As a rule, the weaker a high-profile performer's output, the more guest collaborators are wheeled out to boost its faltering power.
On Hang Cool Teddy Bear, alongside the usual female vocalist foils, Meat Loaf is joined by Brian May, Steve Vai, Justin Hawkins, Jack Black, and most bizarrely, Hugh Laurie. The latter, an accomplished pianist, is drafted in to play the Roy Bittan role on the Springsteen-esque street-opera "If I Can't Have You". It's not the only borrowed mode here – "Song Of Madness" has the lumbering portentousness of Zep's "Kashmir", while the Jack Black duet "Like A Rose" recalls the rock-rap style Rick Rubin devised for The Beastie Boys – but at least it has the drive to carry the form off with aplomb.
The same can't be said for the guitar showcase "Love Is Not Real", which loses direction halfway through its seven-plus minutes thanks to the combined efforts of Vai, May and Hawkins. The concept supposedly linking the 13 tracks concerns a wounded soldier's visions, not of his past life, but of possible future lives. In practice, this is simply a pretext for the usual string of overwrought romantic melodramas in standard overblown Meat Loaf style, which new producer Rob Cavallo (Green Day, My Chemical Romance) doesn't tamper with.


**WORK REQUEST**
All the data should be repeated exactly. Any image in it is left out.

====== DATA EXCERPTS

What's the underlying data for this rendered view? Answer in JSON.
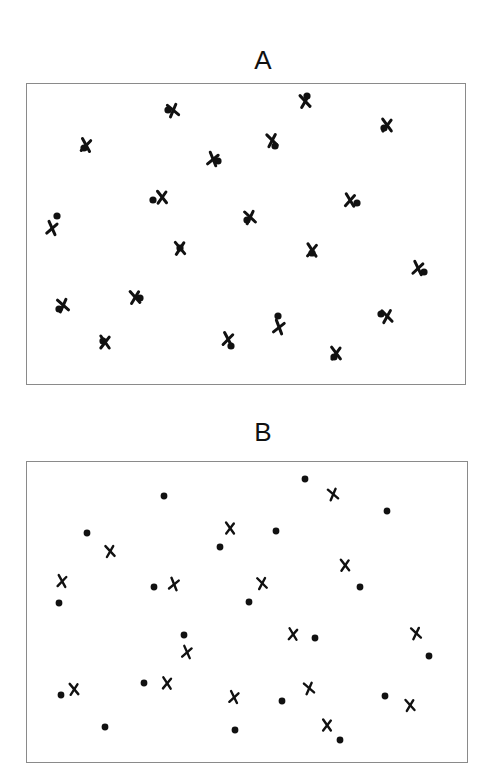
{
  "panels": [
    {
      "label": "A",
      "label_pos": [
        263,
        60
      ],
      "frame": {
        "x": 26,
        "y": 83,
        "w": 440,
        "h": 302
      },
      "description": "Dots and crosses largely overlapping / paired",
      "dots": [
        [
          168,
          110
        ],
        [
          307,
          96
        ],
        [
          384,
          128
        ],
        [
          84,
          148
        ],
        [
          218,
          161
        ],
        [
          275,
          146
        ],
        [
          153,
          200
        ],
        [
          357,
          203
        ],
        [
          57,
          216
        ],
        [
          247,
          220
        ],
        [
          180,
          248
        ],
        [
          312,
          253
        ],
        [
          424,
          272
        ],
        [
          59,
          309
        ],
        [
          140,
          298
        ],
        [
          103,
          341
        ],
        [
          231,
          346
        ],
        [
          278,
          316
        ],
        [
          381,
          314
        ],
        [
          334,
          357
        ]
      ],
      "crosses": [
        [
          173,
          110
        ],
        [
          305,
          101
        ],
        [
          387,
          125
        ],
        [
          86,
          145
        ],
        [
          213,
          159
        ],
        [
          272,
          140
        ],
        [
          162,
          197
        ],
        [
          350,
          200
        ],
        [
          52,
          228
        ],
        [
          250,
          217
        ],
        [
          180,
          248
        ],
        [
          312,
          250
        ],
        [
          418,
          268
        ],
        [
          63,
          305
        ],
        [
          135,
          297
        ],
        [
          105,
          342
        ],
        [
          228,
          339
        ],
        [
          279,
          327
        ],
        [
          387,
          316
        ],
        [
          336,
          353
        ]
      ]
    },
    {
      "label": "B",
      "label_pos": [
        263,
        432
      ],
      "frame": {
        "x": 26,
        "y": 461,
        "w": 442,
        "h": 302
      },
      "description": "Dots and crosses spatially independent",
      "dots": [
        [
          164,
          496
        ],
        [
          305,
          479
        ],
        [
          387,
          511
        ],
        [
          87,
          533
        ],
        [
          220,
          547
        ],
        [
          276,
          531
        ],
        [
          59,
          603
        ],
        [
          154,
          587
        ],
        [
          249,
          602
        ],
        [
          360,
          587
        ],
        [
          184,
          635
        ],
        [
          315,
          638
        ],
        [
          429,
          656
        ],
        [
          61,
          695
        ],
        [
          144,
          683
        ],
        [
          282,
          701
        ],
        [
          385,
          696
        ],
        [
          105,
          727
        ],
        [
          235,
          730
        ],
        [
          340,
          740
        ]
      ],
      "crosses": [
        [
          333,
          494
        ],
        [
          110,
          551
        ],
        [
          230,
          528
        ],
        [
          62,
          581
        ],
        [
          174,
          584
        ],
        [
          262,
          583
        ],
        [
          345,
          565
        ],
        [
          293,
          634
        ],
        [
          187,
          652
        ],
        [
          416,
          633
        ],
        [
          74,
          689
        ],
        [
          167,
          683
        ],
        [
          234,
          697
        ],
        [
          309,
          688
        ],
        [
          410,
          705
        ],
        [
          327,
          725
        ]
      ]
    }
  ],
  "colors": {
    "marker": "#111111",
    "frame": "#8a8a8a",
    "background": "#ffffff"
  }
}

============

**SOLUTION TO THIS PROBLEM**
What's the underlying data for this rendered view? Answer in JSON.
{
  "panels": [
    {
      "label": "A",
      "label_pos": [
        263,
        60
      ],
      "frame": {
        "x": 26,
        "y": 83,
        "w": 440,
        "h": 302
      },
      "description": "Dots and crosses largely overlapping / paired",
      "dots": [
        [
          168,
          110
        ],
        [
          307,
          96
        ],
        [
          384,
          128
        ],
        [
          84,
          148
        ],
        [
          218,
          161
        ],
        [
          275,
          146
        ],
        [
          153,
          200
        ],
        [
          357,
          203
        ],
        [
          57,
          216
        ],
        [
          247,
          220
        ],
        [
          180,
          248
        ],
        [
          312,
          253
        ],
        [
          424,
          272
        ],
        [
          59,
          309
        ],
        [
          140,
          298
        ],
        [
          103,
          341
        ],
        [
          231,
          346
        ],
        [
          278,
          316
        ],
        [
          381,
          314
        ],
        [
          334,
          357
        ]
      ],
      "crosses": [
        [
          173,
          110
        ],
        [
          305,
          101
        ],
        [
          387,
          125
        ],
        [
          86,
          145
        ],
        [
          213,
          159
        ],
        [
          272,
          140
        ],
        [
          162,
          197
        ],
        [
          350,
          200
        ],
        [
          52,
          228
        ],
        [
          250,
          217
        ],
        [
          180,
          248
        ],
        [
          312,
          250
        ],
        [
          418,
          268
        ],
        [
          63,
          305
        ],
        [
          135,
          297
        ],
        [
          105,
          342
        ],
        [
          228,
          339
        ],
        [
          279,
          327
        ],
        [
          387,
          316
        ],
        [
          336,
          353
        ]
      ]
    },
    {
      "label": "B",
      "label_pos": [
        263,
        432
      ],
      "frame": {
        "x": 26,
        "y": 461,
        "w": 442,
        "h": 302
      },
      "description": "Dots and crosses spatially independent",
      "dots": [
        [
          164,
          496
        ],
        [
          305,
          479
        ],
        [
          387,
          511
        ],
        [
          87,
          533
        ],
        [
          220,
          547
        ],
        [
          276,
          531
        ],
        [
          59,
          603
        ],
        [
          154,
          587
        ],
        [
          249,
          602
        ],
        [
          360,
          587
        ],
        [
          184,
          635
        ],
        [
          315,
          638
        ],
        [
          429,
          656
        ],
        [
          61,
          695
        ],
        [
          144,
          683
        ],
        [
          282,
          701
        ],
        [
          385,
          696
        ],
        [
          105,
          727
        ],
        [
          235,
          730
        ],
        [
          340,
          740
        ]
      ],
      "crosses": [
        [
          333,
          494
        ],
        [
          110,
          551
        ],
        [
          230,
          528
        ],
        [
          62,
          581
        ],
        [
          174,
          584
        ],
        [
          262,
          583
        ],
        [
          345,
          565
        ],
        [
          293,
          634
        ],
        [
          187,
          652
        ],
        [
          416,
          633
        ],
        [
          74,
          689
        ],
        [
          167,
          683
        ],
        [
          234,
          697
        ],
        [
          309,
          688
        ],
        [
          410,
          705
        ],
        [
          327,
          725
        ]
      ]
    }
  ],
  "colors": {
    "marker": "#111111",
    "frame": "#8a8a8a",
    "background": "#ffffff"
  }
}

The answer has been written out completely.